Why Qwest Pulled the Plug on NorVergence

    by Christopher Menkin

Qwest Communication, one of the major suppliers to NorVergence, perhaps the number one service provider, was the main factor to three companies first trying to stall off liquidation with a Chapter 11 bankruptcy.  It did not work.  Once the Qwest $15 million was realized, it quickly brought other telephone companies to the hearing to realize that over $30 million was owed to them alone.

One of the reasons the plug was pulled is the financial trouble of Qwest itself, who yesterday posted a second quarter net loss of$776 million, compared to a loss of $64 million for the same quarter in 2003. Revenues were also down from $3.6 billion to $3.4 billion in the same time period. This does not include figures for companies such as NorVergence, who will appear in the next quarter.

The results included special items totaling $487 million, or 27 cents per share, much of that from the placement of $300 million in a reserve for ongoing litigation in shareholder lawsuits and securities investigations. Qwest officials said that puts the total in the reserve at $500 million.

There also was a $127 million charge associated with some 1,600 job cuts, primarily in the information technology division. Qwest, which operates in 14 West and Midwestern states including Minnesota, has said they expect an additional 1,800 layoffs by the end of the year.

Red ink will continue.

While the revenue was down, profits, too, Qwest reported a 6 percent increase in revenue for long distance service and a 3 percent increase in data and Internet revenue. Access line losses declined 1.3 percent from the first quarter but were unchanged in a year-over-year comparison.

Qwest chief financial officer Oren Shaffer said the growth in key areas was offset by competitive pricing pressure, the access line losses, and changes in the industry. He did not mention “bad accounts.”

"I would like to characterize our growth as slightly below our expectations primarily due to unexpected competitive price pressure especially in our enterprise market," he said.  He did not mention NorVergence.

In the second quarter, Qwest said it added 109,000 DSL subscribers to put its total at 853,000 and said it hopes to have 1 million DSL subscribers by the end of the year. Qwest said it added 733,000 in-region long-distance lines in the second quarter, giving it 4.1 million total lines.

It is obvious that Qwest could not carry NorVergence customers,and its debt owed by the company itself. Whether it will survive in this changing wireless internet world is yet to be seen.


Task statement: From the entries that follow, report every line in which "wall" occurs.

====== Record excerpts

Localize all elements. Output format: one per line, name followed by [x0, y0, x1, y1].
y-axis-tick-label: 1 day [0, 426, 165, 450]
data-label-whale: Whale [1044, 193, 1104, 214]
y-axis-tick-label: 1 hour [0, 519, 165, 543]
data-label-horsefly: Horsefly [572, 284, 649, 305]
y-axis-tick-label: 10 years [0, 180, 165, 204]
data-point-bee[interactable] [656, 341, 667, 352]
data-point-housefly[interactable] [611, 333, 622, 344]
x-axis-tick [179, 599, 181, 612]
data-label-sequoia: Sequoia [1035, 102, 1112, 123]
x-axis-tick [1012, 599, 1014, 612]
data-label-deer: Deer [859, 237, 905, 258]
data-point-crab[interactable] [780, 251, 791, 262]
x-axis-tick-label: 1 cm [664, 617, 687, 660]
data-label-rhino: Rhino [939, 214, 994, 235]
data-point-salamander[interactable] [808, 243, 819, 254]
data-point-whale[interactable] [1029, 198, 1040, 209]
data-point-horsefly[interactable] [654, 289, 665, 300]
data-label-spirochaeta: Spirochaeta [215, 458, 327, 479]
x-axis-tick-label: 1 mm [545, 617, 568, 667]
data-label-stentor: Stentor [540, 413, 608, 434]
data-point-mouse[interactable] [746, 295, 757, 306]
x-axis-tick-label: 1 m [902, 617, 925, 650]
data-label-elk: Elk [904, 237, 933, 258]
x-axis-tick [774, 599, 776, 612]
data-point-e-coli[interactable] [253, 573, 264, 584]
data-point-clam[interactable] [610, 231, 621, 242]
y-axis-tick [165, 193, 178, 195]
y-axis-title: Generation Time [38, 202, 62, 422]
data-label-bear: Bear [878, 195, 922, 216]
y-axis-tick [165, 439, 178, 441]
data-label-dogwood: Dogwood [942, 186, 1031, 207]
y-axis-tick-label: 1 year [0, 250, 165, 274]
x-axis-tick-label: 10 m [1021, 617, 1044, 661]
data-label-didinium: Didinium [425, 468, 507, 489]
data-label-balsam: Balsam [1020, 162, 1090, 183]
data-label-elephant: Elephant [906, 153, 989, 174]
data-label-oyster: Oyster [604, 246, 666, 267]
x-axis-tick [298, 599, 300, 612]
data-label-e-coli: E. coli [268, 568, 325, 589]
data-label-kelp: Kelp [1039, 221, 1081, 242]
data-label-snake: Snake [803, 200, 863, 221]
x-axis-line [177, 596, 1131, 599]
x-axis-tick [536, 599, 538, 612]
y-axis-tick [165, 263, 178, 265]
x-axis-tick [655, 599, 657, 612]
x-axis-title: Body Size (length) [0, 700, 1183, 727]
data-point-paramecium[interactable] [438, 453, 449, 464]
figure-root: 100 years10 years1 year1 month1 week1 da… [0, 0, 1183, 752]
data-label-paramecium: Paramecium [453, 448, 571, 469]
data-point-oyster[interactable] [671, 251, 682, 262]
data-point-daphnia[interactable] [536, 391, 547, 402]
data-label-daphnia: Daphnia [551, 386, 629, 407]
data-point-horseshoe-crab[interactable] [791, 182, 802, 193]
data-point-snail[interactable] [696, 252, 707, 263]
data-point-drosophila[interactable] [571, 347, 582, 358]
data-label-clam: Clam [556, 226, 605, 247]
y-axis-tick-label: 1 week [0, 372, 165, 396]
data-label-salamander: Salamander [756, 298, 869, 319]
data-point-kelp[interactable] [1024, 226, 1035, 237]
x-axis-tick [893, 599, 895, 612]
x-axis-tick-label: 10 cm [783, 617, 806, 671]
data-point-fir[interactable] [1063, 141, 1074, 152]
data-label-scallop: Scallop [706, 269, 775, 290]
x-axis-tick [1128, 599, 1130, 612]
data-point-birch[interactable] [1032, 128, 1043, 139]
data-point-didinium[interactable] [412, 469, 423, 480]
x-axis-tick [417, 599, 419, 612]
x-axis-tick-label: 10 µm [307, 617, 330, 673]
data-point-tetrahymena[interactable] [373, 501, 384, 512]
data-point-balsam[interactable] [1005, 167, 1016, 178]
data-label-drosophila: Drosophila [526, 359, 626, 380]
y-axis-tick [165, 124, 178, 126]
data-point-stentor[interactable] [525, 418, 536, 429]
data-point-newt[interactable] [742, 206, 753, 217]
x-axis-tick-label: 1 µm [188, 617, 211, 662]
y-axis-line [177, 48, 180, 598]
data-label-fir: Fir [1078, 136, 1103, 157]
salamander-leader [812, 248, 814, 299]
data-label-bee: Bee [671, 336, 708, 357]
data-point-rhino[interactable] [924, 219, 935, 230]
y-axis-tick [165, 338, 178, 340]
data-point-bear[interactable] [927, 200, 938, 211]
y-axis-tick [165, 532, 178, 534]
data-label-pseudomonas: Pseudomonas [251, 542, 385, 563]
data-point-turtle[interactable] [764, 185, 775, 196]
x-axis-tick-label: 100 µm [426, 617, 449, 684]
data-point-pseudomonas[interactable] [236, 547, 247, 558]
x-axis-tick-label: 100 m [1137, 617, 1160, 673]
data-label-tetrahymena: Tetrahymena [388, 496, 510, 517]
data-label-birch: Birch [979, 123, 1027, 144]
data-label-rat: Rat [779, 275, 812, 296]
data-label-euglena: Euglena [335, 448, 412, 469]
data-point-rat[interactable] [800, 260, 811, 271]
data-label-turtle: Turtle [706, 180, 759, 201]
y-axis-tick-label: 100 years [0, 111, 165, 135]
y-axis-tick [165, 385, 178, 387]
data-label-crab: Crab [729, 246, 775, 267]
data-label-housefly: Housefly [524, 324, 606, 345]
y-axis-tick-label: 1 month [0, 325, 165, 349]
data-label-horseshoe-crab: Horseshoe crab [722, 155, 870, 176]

============
====== Record excerpts

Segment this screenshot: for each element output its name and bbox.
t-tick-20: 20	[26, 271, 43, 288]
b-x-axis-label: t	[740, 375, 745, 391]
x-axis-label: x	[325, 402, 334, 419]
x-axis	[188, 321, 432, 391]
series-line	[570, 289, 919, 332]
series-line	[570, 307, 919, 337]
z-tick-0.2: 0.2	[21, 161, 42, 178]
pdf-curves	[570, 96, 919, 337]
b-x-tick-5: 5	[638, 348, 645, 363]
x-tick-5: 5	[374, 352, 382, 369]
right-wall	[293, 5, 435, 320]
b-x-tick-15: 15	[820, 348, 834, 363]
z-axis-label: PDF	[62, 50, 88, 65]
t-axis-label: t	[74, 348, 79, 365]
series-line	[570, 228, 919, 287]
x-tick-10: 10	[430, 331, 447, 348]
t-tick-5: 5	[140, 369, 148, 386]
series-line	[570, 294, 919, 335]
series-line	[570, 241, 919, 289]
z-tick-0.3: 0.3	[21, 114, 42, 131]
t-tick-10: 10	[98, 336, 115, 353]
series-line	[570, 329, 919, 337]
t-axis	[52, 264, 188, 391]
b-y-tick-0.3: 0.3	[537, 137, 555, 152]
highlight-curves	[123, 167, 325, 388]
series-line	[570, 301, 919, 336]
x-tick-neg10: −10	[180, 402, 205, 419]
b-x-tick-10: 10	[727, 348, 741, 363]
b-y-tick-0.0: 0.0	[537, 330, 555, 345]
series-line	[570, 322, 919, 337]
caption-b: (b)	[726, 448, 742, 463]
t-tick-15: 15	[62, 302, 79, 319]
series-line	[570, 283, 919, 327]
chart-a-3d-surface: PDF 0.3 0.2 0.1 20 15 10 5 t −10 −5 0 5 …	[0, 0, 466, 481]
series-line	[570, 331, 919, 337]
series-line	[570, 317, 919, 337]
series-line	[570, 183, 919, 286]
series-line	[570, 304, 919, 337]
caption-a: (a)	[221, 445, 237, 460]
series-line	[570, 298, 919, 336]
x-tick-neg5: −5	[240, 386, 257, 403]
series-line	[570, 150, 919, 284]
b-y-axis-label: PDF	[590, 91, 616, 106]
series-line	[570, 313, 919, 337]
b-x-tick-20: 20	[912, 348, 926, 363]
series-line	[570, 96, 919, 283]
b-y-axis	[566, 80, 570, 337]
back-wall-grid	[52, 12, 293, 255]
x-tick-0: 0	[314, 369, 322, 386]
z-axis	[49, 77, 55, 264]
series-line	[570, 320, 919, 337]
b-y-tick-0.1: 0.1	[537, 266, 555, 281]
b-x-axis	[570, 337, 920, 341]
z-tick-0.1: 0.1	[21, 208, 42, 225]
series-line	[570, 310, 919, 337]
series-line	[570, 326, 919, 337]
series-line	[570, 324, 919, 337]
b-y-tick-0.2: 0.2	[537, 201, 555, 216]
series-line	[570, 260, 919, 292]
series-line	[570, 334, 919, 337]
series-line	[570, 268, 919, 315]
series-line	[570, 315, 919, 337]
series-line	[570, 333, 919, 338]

============

Response to this task:
right-wall	[293, 5, 435, 320]
back-wall-grid	[52, 12, 293, 255]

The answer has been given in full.